Lemaître, Georges Édouard (1894–1966)
Belgian cosmologist and priest who was the original proponent of what later
became known as the Big Bang theory. Trained
as a civil engineer, he served as an artillery officer with the Belgian
army during World War I, then, in 1923, he entered a seminary, where he
was ordained a priest. From 1923 to 1924 he visited the University of Cambridge
to study solar physics and there met Arthur Eddington;
he then spent two years at the Massachusetts Institute of Technology where
he was influenced by the ideas of Edwin Hubble
and Harlow Shapley regarding the likelihood
of an expanding universe. In 1927 he returned to Belgium and was made professor
of astrophysics at the University of Louvain. In 1933 he published his Discussion
on the Evolution of the Universe, in which he suggested that the universe
stemmed from what he called a "primeval atom." This incredibly dense initial
form, he argued, contained all the material for the universe in a sphere
about 30 times larger than the Sun.
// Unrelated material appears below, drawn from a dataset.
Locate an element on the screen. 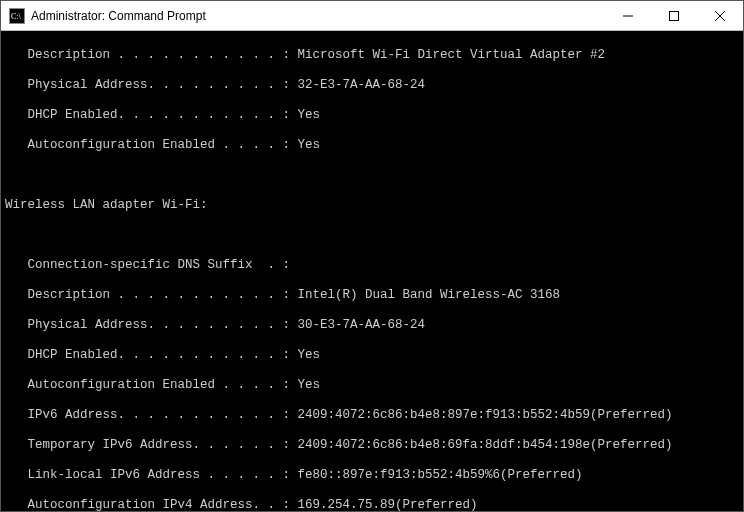  maximize-button is located at coordinates (674, 16).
Its explosion sent matter flying all
directions and resulted ultimately in the expansion of the galaxies that
we see today. The significance of his theory lay not so much in its affirmation
of the expansion of the universe as in its presumption of an initial event
to start the expansion. In 1946, Lemaître published his Hypothesis of
the Primal Atom – the same year in which George Gamow
and his colleagues began to develop the nuclear physics of the Big Bang.